The best documentary award became part of the Oscars in 1942, and the list of winners is quite impressive. In the early years of the category, the State Department and various branches of the US military were regularly nominated, and even won. Over time, films critical of the government and its policies — whether the focus is on labor, nuclear war or the surveillance state — are more likely to take home the prize. At the Oscars, the documentary category may tell us more about America than anything else.
One of my favorite winners is from 1970: “Woodstock” by Michael Wadleigh (for rent on major platforms). It ran for over three hours when it was first shown; a 1994 director’s cut went to about four. The film is a document of a successful music festival in 1969 near Woodstock, NY, which in the decades since has taken on almost mythical proportions in American culture, a touchstone for boomers and everyone after.
What is clear in the film is how Woodstock was almost a disaster, logically speaking. More people showed up for the three-day festival than anyone expected. There wasn’t enough food to go around, and the entire homeless crowd was nearly fried in an electrical storm. It’s easy to imagine an outbreak of violence, or some other horrific event that would consume cultural memory. In fact, that happened a few months later, when a teenage Rolling Stones fan was stabbed and beaten to death at Altamont Speedway, an event captured by Albert and David Maysles in their 1970 film “Gimme Shelter.” (“Everything that people feared would happen (but didn’t) at Woodstock happened at Altamont,” New York Times critic Vincent Canby wrote of that film.)

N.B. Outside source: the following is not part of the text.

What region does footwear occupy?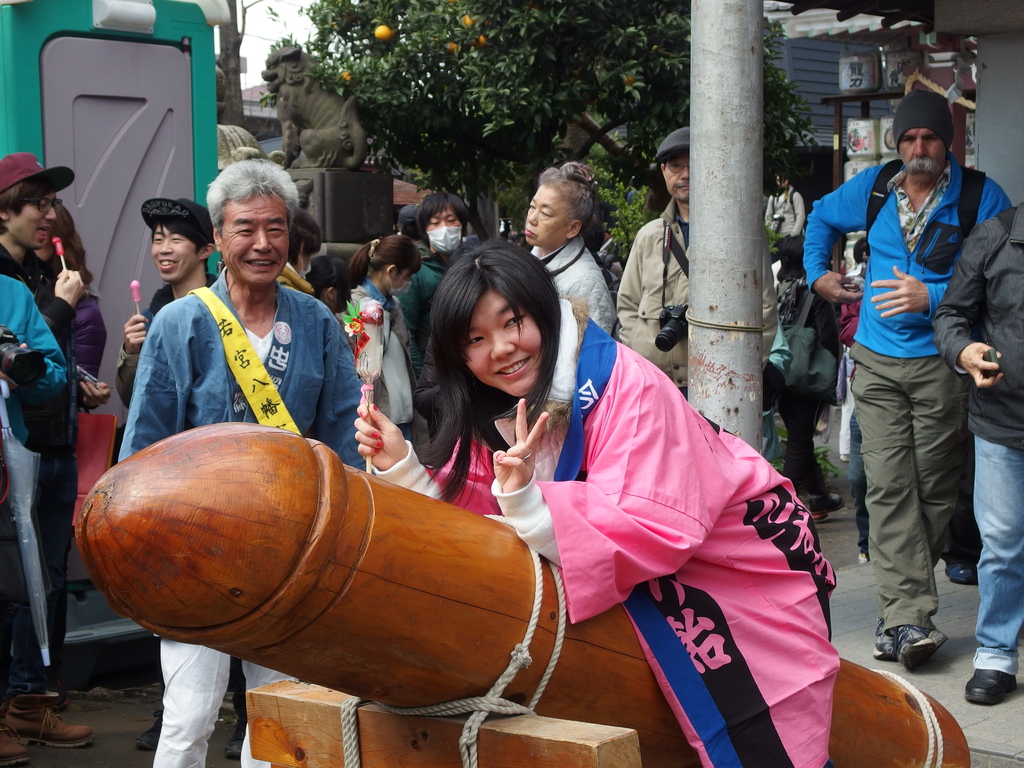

“Woodstock” is a fascinating watch, as the cameras wander from the stage to the organizers’ chaotic approach to crowd management in the many ways attendees have figured out how to take care of each other. (And there was, of course, the music.) Just as the festival threatened to spiral out of control at any moment, the filming was a skin-of-the-teeth operation, with a team led by many young and relatively inexperienced who are film makers. . Maybe that’s why it ended up working.
In fact, that’s why I’m thinking about it: out of the mud holding a camera is a very young Martin Scorsese, fresh out of film school. According to cameraman Hart Perry in the a Rolling Stone article about “Woodstock,” Scorsese tried to sleep under the stage in a pup tent, knocked over the pole and got stuck in the tent. “He had claustrophobia and was screaming for someone to help him,” Chew said. “But he’s not Martin Scorsese, he’s a bastard from Little Italy.”
Scorsese, of course, became a man. This year his drama “Killers of the Flower Moon” was nominated for 10 Oscars — and one of those was for Thelma Schoonmaker, his longtime editor. He and Scorsese began their work together in 1967, with their first feature, “Who’s Knocking at My Door.” Soon after, he worked as an editor at, you guessed it, “Woodstock.” For moviegoers, the documentary’s legacy extends beyond its subject matter.